[Osx-nutters] The separation of church and state.
Mark Smith
markds.lists at googlemail.com
Wed Dec 5 11:38:26 GMT 2007
On 05.12.2007, at 10:09, Chris Gehlker wrote:
> I have no idea what you are talking about in this whole post except
> for the one identified sentence.
You are not paying attention. (That's the kind explanation.)
> If I am trying to persuade you of anything it is that your strategy
> of somehow 'excluding creationists from the table' sounds like a
> looser,
See. That is not a strategy in terms of addressing the original
problem which, as I see it, is the creeping subversion of science
education by creationist (to use a somewhat paranoid term) agents.
In as much as I have advocated a strategy against that, I have made
two points and they are admittedly not very enlightened (but I have
yet to hear anything better):
1. We need to prevent the infiltration of schools by these "agents"
2. There is currently nothing to be gained by having a rational debate
with creationists (or ID advocates, if you prefer that term). See the
lengthy discussion with Stefano for some notes on this.
And please note carefully (sorry to be patronizing but you so clearly
require to be lead carefully):
The point number 2. above does not equate to my meaning that a blanket
exclusion of, or a frontal attack against creationists would currently
have a successful outcome. (again see the discussion with Stefano)
> but I am not at all sure of that because I don't understand what
> you are advocating in practical terms.
I haven't really advocated anything practical. Must I ? I can think of
lots of practical, but hideously unpalatable (also for myself)
solutions. That's the realm of tyranny and we don't want to go there.
That would be stooping to the level of religion. Its a profound
philosophical problem, for which, unless I have missed any earth-
shattering discoveries recently, there is no socially palatable,
simple solution. The long game is scientific education - and that's
precisely what they are trying to undermine.
> I looked back over your post and I'm just missing the big
> picture of what you are trying to convey. At one point you say that
> the argument for evolution is clearly more "robust" and yet you say
> "be very afraid."
Because a worryingly large fraction of the population are either not
able to and/or don't want to see the relative robustness/flimsiness of
the two sides arguments. (This resolves back to the education issue.
Its as plain as your nose. If you are struggling, I don't think its my
fault.)
> Let me make my position very clear. I do not share your fear, if it is
> your fear, that the creationists are 'winning',
They are most definitely making progress. There is no question about
that. Maybe its progress that is going to run up against a wall soon ?
Might be, might not.
> Two strategies have been employed against them
> effectively. One is David's of letting them present falsifiable
> hypothesis and then falsifying them.
Although this is the method that I default to normally and is the one
that I would most like to see working, I haven't seen any evidence of
it being "socially" successful in the creationist issue. The
combination of freedom of speech laws, corrupt media and a largely
ignorant public don't help in this particular case^[1]. This only
reinforces the position of those who considered that it was bullshit
in the first place. There is room for a view that this approach is
(unfortunately) contra-productive on the whole and it opens the door
(wider) for corruption in the halls of power.
> The other, which actually proved effective in court, is simply to
> use their internal communications to prove that ID people are
> actually creationist who are just pretending to advance a scientific
> theory.
They won't continue to make this kind of mistake. They are getting
smarter in terms of strategy and they won't ever give up. They're on
another one of their crusades.
You miss another approach and that is the combination of parody with
legal submissions. Consider the FSM. I actually think that this kind
of approach is likely to be the one that is most socially effective
because it takes the problem to the highest courts via the shortest
possible route (at least in countries with decent constitutions), but
it has the unfortunate effect of making scientists appear to be
whimsical rather than earnest.
Mark.
[1]: not to be considered as an opinion against free speech.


### Task details
Make an exact copy of the records below, leaving every image out.

### Given entries
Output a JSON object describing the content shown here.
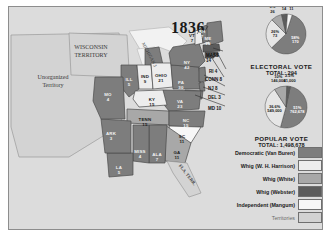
{
  "map": {
    "title": "1836",
    "territory_labels": [
      {
        "name": "unorganized-territory",
        "text": "Unorganized\nTerritory",
        "x": 22,
        "y": 72
      },
      {
        "name": "wisconsin-territory",
        "text": "WISCONSIN\nTERRITORY",
        "x": 66,
        "y": 44
      },
      {
        "name": "michigan-label",
        "text": "MICHIGAN 3",
        "x": 140,
        "y": 50
      },
      {
        "name": "florida-territory",
        "text": "FLA. TERR.",
        "x": 176,
        "y": 168
      }
    ],
    "states": [
      {
        "name": "maine",
        "abbr": "ME",
        "votes": "10",
        "party": "democratic",
        "x": 199,
        "y": 29
      },
      {
        "name": "vermont",
        "abbr": "VT",
        "votes": "7",
        "party": "whig-harrison",
        "x": 183,
        "y": 26
      },
      {
        "name": "new-hampshire",
        "abbr": "NH",
        "votes": "7",
        "party": "democratic",
        "x": 193,
        "y": 22
      },
      {
        "name": "new-york",
        "abbr": "NY",
        "votes": "42",
        "party": "democratic",
        "x": 178,
        "y": 53
      },
      {
        "name": "pennsylvania",
        "abbr": "PA",
        "votes": "30",
        "party": "democratic",
        "x": 172,
        "y": 73
      },
      {
        "name": "ohio",
        "abbr": "OHIO",
        "votes": "21",
        "party": "whig-harrison",
        "x": 152,
        "y": 66
      },
      {
        "name": "indiana",
        "abbr": "IND",
        "votes": "9",
        "party": "whig-harrison",
        "x": 136,
        "y": 67
      },
      {
        "name": "illinois",
        "abbr": "ILL",
        "votes": "5",
        "party": "democratic",
        "x": 120,
        "y": 70
      },
      {
        "name": "missouri",
        "abbr": "MO",
        "votes": "4",
        "party": "democratic",
        "x": 99,
        "y": 85
      },
      {
        "name": "arkansas",
        "abbr": "ARK",
        "votes": "3",
        "party": "democratic",
        "x": 102,
        "y": 124
      },
      {
        "name": "louisiana",
        "abbr": "LA",
        "votes": "5",
        "party": "democratic",
        "x": 110,
        "y": 158
      },
      {
        "name": "mississippi",
        "abbr": "MISS",
        "votes": "4",
        "party": "democratic",
        "x": 131,
        "y": 142
      },
      {
        "name": "alabama",
        "abbr": "ALA",
        "votes": "7",
        "party": "democratic",
        "x": 148,
        "y": 145
      },
      {
        "name": "georgia",
        "abbr": "GA",
        "votes": "11",
        "party": "whig-white",
        "x": 168,
        "y": 143
      },
      {
        "name": "tennessee",
        "abbr": "TENN",
        "votes": "15",
        "party": "whig-white",
        "x": 136,
        "y": 110
      },
      {
        "name": "kentucky",
        "abbr": "KY",
        "votes": "15",
        "party": "whig-harrison",
        "x": 143,
        "y": 90
      },
      {
        "name": "virginia",
        "abbr": "VA",
        "votes": "23",
        "party": "democratic",
        "x": 171,
        "y": 92
      },
      {
        "name": "north-carolina",
        "abbr": "NC",
        "votes": "15",
        "party": "democratic",
        "x": 177,
        "y": 111
      },
      {
        "name": "south-carolina",
        "abbr": "SC",
        "votes": "11",
        "party": "independent",
        "x": 173,
        "y": 127
      }
    ],
    "leader_labels": [
      {
        "name": "massachusetts-leader",
        "text": "MASS",
        "sub": "14",
        "x": 197,
        "y": 46
      },
      {
        "name": "rhode-island-leader",
        "text": "RI 4",
        "x": 200,
        "y": 62
      },
      {
        "name": "connecticut-leader",
        "text": "CONN 8",
        "x": 196,
        "y": 70
      },
      {
        "name": "new-jersey-leader",
        "text": "NJ 8",
        "x": 199,
        "y": 79
      },
      {
        "name": "delaware-leader",
        "text": "DEL 3",
        "x": 199,
        "y": 88
      },
      {
        "name": "maryland-leader",
        "text": "MD 10",
        "x": 199,
        "y": 99
      }
    ]
  },
  "panel": {
    "electoral": {
      "title": "ELECTORAL  VOTE",
      "total_label": "TOTAL:  294",
      "slices": [
        {
          "name": "democratic",
          "pct": "58%",
          "value": "170",
          "share": 57.8,
          "color": "#7d7d7d",
          "label_class": "inw"
        },
        {
          "name": "whig-harrison",
          "pct": "26%",
          "value": "73",
          "share": 24.8,
          "color": "#e6e6e6",
          "label_class": "ind"
        },
        {
          "name": "whig-white",
          "pct": "9%",
          "value": "26",
          "share": 8.8,
          "color": "#a8a8a8",
          "label_class": "out"
        },
        {
          "name": "whig-webster",
          "pct": "4.8%",
          "value": "14",
          "share": 4.8,
          "color": "#5c5c5c",
          "label_class": "out"
        },
        {
          "name": "independent-mangum",
          "pct": "3.8%",
          "value": "11",
          "share": 3.8,
          "color": "#f4f4f4",
          "label_class": "out"
        }
      ]
    },
    "popular": {
      "title": "POPULAR  VOTE",
      "total_label": "TOTAL:  1,498,678",
      "slices": [
        {
          "name": "democratic",
          "pct": "51%",
          "value": "762,678",
          "share": 50.9,
          "color": "#7d7d7d",
          "label_class": "inw"
        },
        {
          "name": "whig-harrison",
          "pct": "36.6%",
          "value": "549,000",
          "share": 36.6,
          "color": "#e6e6e6",
          "label_class": "ind"
        },
        {
          "name": "whig-white",
          "pct": "10%",
          "value": "146,000",
          "share": 9.8,
          "color": "#a8a8a8",
          "label_class": "out"
        },
        {
          "name": "whig-webster",
          "pct": "2.5%",
          "value": "41,000",
          "share": 2.7,
          "color": "#5c5c5c",
          "label_class": "out"
        }
      ]
    },
    "legend": [
      {
        "name": "democratic",
        "label": "Democratic (Van Buren)",
        "color": "#7d7d7d",
        "muted": false
      },
      {
        "name": "whig-harrison",
        "label": "Whig (W. H. Harrison)",
        "color": "#ededed",
        "muted": false
      },
      {
        "name": "whig-white",
        "label": "Whig (White)",
        "color": "#a8a8a8",
        "muted": false
      },
      {
        "name": "whig-webster",
        "label": "Whig (Webster)",
        "color": "#5c5c5c",
        "muted": false
      },
      {
        "name": "independent-mangum",
        "label": "Independent (Mangum)",
        "color": "#f7f7f7",
        "muted": false
      },
      {
        "name": "territories",
        "label": "Territories",
        "color": "#d2d2d2",
        "muted": true
      }
    ]
  },
  "chart_data": [
    {
      "type": "pie",
      "title": "ELECTORAL VOTE",
      "subtitle": "TOTAL: 294",
      "categories": [
        "Democratic (Van Buren)",
        "Whig (W. H. Harrison)",
        "Whig (White)",
        "Whig (Webster)",
        "Independent (Mangum)"
      ],
      "values": [
        170,
        73,
        26,
        14,
        11
      ],
      "percents": [
        58,
        26,
        9,
        4.8,
        3.8
      ],
      "legend": "right"
    },
    {
      "type": "pie",
      "title": "POPULAR VOTE",
      "subtitle": "TOTAL: 1,498,678",
      "categories": [
        "Democratic (Van Buren)",
        "Whig (W. H. Harrison)",
        "Whig (White)",
        "Whig (Webster)"
      ],
      "values": [
        762678,
        549000,
        146000,
        41000
      ],
      "percents": [
        51,
        36.6,
        10,
        2.5
      ],
      "legend": "right"
    }
  ]
}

### Answer below
Output a JSON object describing the content shown here.
{
  "map": {
    "title": "1836",
    "territory_labels": [
      {
        "name": "unorganized-territory",
        "text": "Unorganized\nTerritory",
        "x": 22,
        "y": 72
      },
      {
        "name": "wisconsin-territory",
        "text": "WISCONSIN\nTERRITORY",
        "x": 66,
        "y": 44
      },
      {
        "name": "michigan-label",
        "text": "MICHIGAN 3",
        "x": 140,
        "y": 50
      },
      {
        "name": "florida-territory",
        "text": "FLA. TERR.",
        "x": 176,
        "y": 168
      }
    ],
    "states": [
      {
        "name": "maine",
        "abbr": "ME",
        "votes": "10",
        "party": "democratic",
        "x": 199,
        "y": 29
      },
      {
        "name": "vermont",
        "abbr": "VT",
        "votes": "7",
        "party": "whig-harrison",
        "x": 183,
        "y": 26
      },
      {
        "name": "new-hampshire",
        "abbr": "NH",
        "votes": "7",
        "party": "democratic",
        "x": 193,
        "y": 22
      },
      {
        "name": "new-york",
        "abbr": "NY",
        "votes": "42",
        "party": "democratic",
        "x": 178,
        "y": 53
      },
      {
        "name": "pennsylvania",
        "abbr": "PA",
        "votes": "30",
        "party": "democratic",
        "x": 172,
        "y": 73
      },
      {
        "name": "ohio",
        "abbr": "OHIO",
        "votes": "21",
        "party": "whig-harrison",
        "x": 152,
        "y": 66
      },
      {
        "name": "indiana",
        "abbr": "IND",
        "votes": "9",
        "party": "whig-harrison",
        "x": 136,
        "y": 67
      },
      {
        "name": "illinois",
        "abbr": "ILL",
        "votes": "5",
        "party": "democratic",
        "x": 120,
        "y": 70
      },
      {
        "name": "missouri",
        "abbr": "MO",
        "votes": "4",
        "party": "democratic",
        "x": 99,
        "y": 85
      },
      {
        "name": "arkansas",
        "abbr": "ARK",
        "votes": "3",
        "party": "democratic",
        "x": 102,
        "y": 124
      },
      {
        "name": "louisiana",
        "abbr": "LA",
        "votes": "5",
        "party": "democratic",
        "x": 110,
        "y": 158
      },
      {
        "name": "mississippi",
        "abbr": "MISS",
        "votes": "4",
        "party": "democratic",
        "x": 131,
        "y": 142
      },
      {
        "name": "alabama",
        "abbr": "ALA",
        "votes": "7",
        "party": "democratic",
        "x": 148,
        "y": 145
      },
      {
        "name": "georgia",
        "abbr": "GA",
        "votes": "11",
        "party": "whig-white",
        "x": 168,
        "y": 143
      },
      {
        "name": "tennessee",
        "abbr": "TENN",
        "votes": "15",
        "party": "whig-white",
        "x": 136,
        "y": 110
      },
      {
        "name": "kentucky",
        "abbr": "KY",
        "votes": "15",
        "party": "whig-harrison",
        "x": 143,
        "y": 90
      },
      {
        "name": "virginia",
        "abbr": "VA",
        "votes": "23",
        "party": "democratic",
        "x": 171,
        "y": 92
      },
      {
        "name": "north-carolina",
        "abbr": "NC",
        "votes": "15",
        "party": "democratic",
        "x": 177,
        "y": 111
      },
      {
        "name": "south-carolina",
        "abbr": "SC",
        "votes": "11",
        "party": "independent",
        "x": 173,
        "y": 127
      }
    ],
    "leader_labels": [
      {
        "name": "massachusetts-leader",
        "text": "MASS",
        "sub": "14",
        "x": 197,
        "y": 46
      },
      {
        "name": "rhode-island-leader",
        "text": "RI 4",
        "x": 200,
        "y": 62
      },
      {
        "name": "connecticut-leader",
        "text": "CONN 8",
        "x": 196,
        "y": 70
      },
      {
        "name": "new-jersey-leader",
        "text": "NJ 8",
        "x": 199,
        "y": 79
      },
      {
        "name": "delaware-leader",
        "text": "DEL 3",
        "x": 199,
        "y": 88
      },
      {
        "name": "maryland-leader",
        "text": "MD 10",
        "x": 199,
        "y": 99
      }
    ]
  },
  "panel": {
    "electoral": {
      "title": "ELECTORAL  VOTE",
      "total_label": "TOTAL:  294",
      "slices": [
        {
          "name": "democratic",
          "pct": "58%",
          "value": "170",
          "share": 57.8,
          "color": "#7d7d7d",
          "label_class": "inw"
        },
        {
          "name": "whig-harrison",
          "pct": "26%",
          "value": "73",
          "share": 24.8,
          "color": "#e6e6e6",
          "label_class": "ind"
        },
        {
          "name": "whig-white",
          "pct": "9%",
          "value": "26",
          "share": 8.8,
          "color": "#a8a8a8",
          "label_class": "out"
        },
        {
          "name": "whig-webster",
          "pct": "4.8%",
          "value": "14",
          "share": 4.8,
          "color": "#5c5c5c",
          "label_class": "out"
        },
        {
          "name": "independent-mangum",
          "pct": "3.8%",
          "value": "11",
          "share": 3.8,
          "color": "#f4f4f4",
          "label_class": "out"
        }
      ]
    },
    "popular": {
      "title": "POPULAR  VOTE",
      "total_label": "TOTAL:  1,498,678",
      "slices": [
        {
          "name": "democratic",
          "pct": "51%",
          "value": "762,678",
          "share": 50.9,
          "color": "#7d7d7d",
          "label_class": "inw"
        },
        {
          "name": "whig-harrison",
          "pct": "36.6%",
          "value": "549,000",
          "share": 36.6,
          "color": "#e6e6e6",
          "label_class": "ind"
        },
        {
          "name": "whig-white",
          "pct": "10%",
          "value": "146,000",
          "share": 9.8,
          "color": "#a8a8a8",
          "label_class": "out"
        },
        {
          "name": "whig-webster",
          "pct": "2.5%",
          "value": "41,000",
          "share": 2.7,
          "color": "#5c5c5c",
          "label_class": "out"
        }
      ]
    },
    "legend": [
      {
        "name": "democratic",
        "label": "Democratic (Van Buren)",
        "color": "#7d7d7d",
        "muted": false
      },
      {
        "name": "whig-harrison",
        "label": "Whig (W. H. Harrison)",
        "color": "#ededed",
        "muted": false
      },
      {
        "name": "whig-white",
        "label": "Whig (White)",
        "color": "#a8a8a8",
        "muted": false
      },
      {
        "name": "whig-webster",
        "label": "Whig (Webster)",
        "color": "#5c5c5c",
        "muted": false
      },
      {
        "name": "independent-mangum",
        "label": "Independent (Mangum)",
        "color": "#f7f7f7",
        "muted": false
      },
      {
        "name": "territories",
        "label": "Territories",
        "color": "#d2d2d2",
        "muted": true
      }
    ]
  },
  "chart_data": [
    {
      "type": "pie",
      "title": "ELECTORAL VOTE",
      "subtitle": "TOTAL: 294",
      "categories": [
        "Democratic (Van Buren)",
        "Whig (W. H. Harrison)",
        "Whig (White)",
        "Whig (Webster)",
        "Independent (Mangum)"
      ],
      "values": [
        170,
        73,
        26,
        14,
        11
      ],
      "percents": [
        58,
        26,
        9,
        4.8,
        3.8
      ],
      "legend": "right"
    },
    {
      "type": "pie",
      "title": "POPULAR VOTE",
      "subtitle": "TOTAL: 1,498,678",
      "categories": [
        "Democratic (Van Buren)",
        "Whig (W. H. Harrison)",
        "Whig (White)",
        "Whig (Webster)"
      ],
      "values": [
        762678,
        549000,
        146000,
        41000
      ],
      "percents": [
        51,
        36.6,
        10,
        2.5
      ],
      "legend": "right"
    }
  ]
}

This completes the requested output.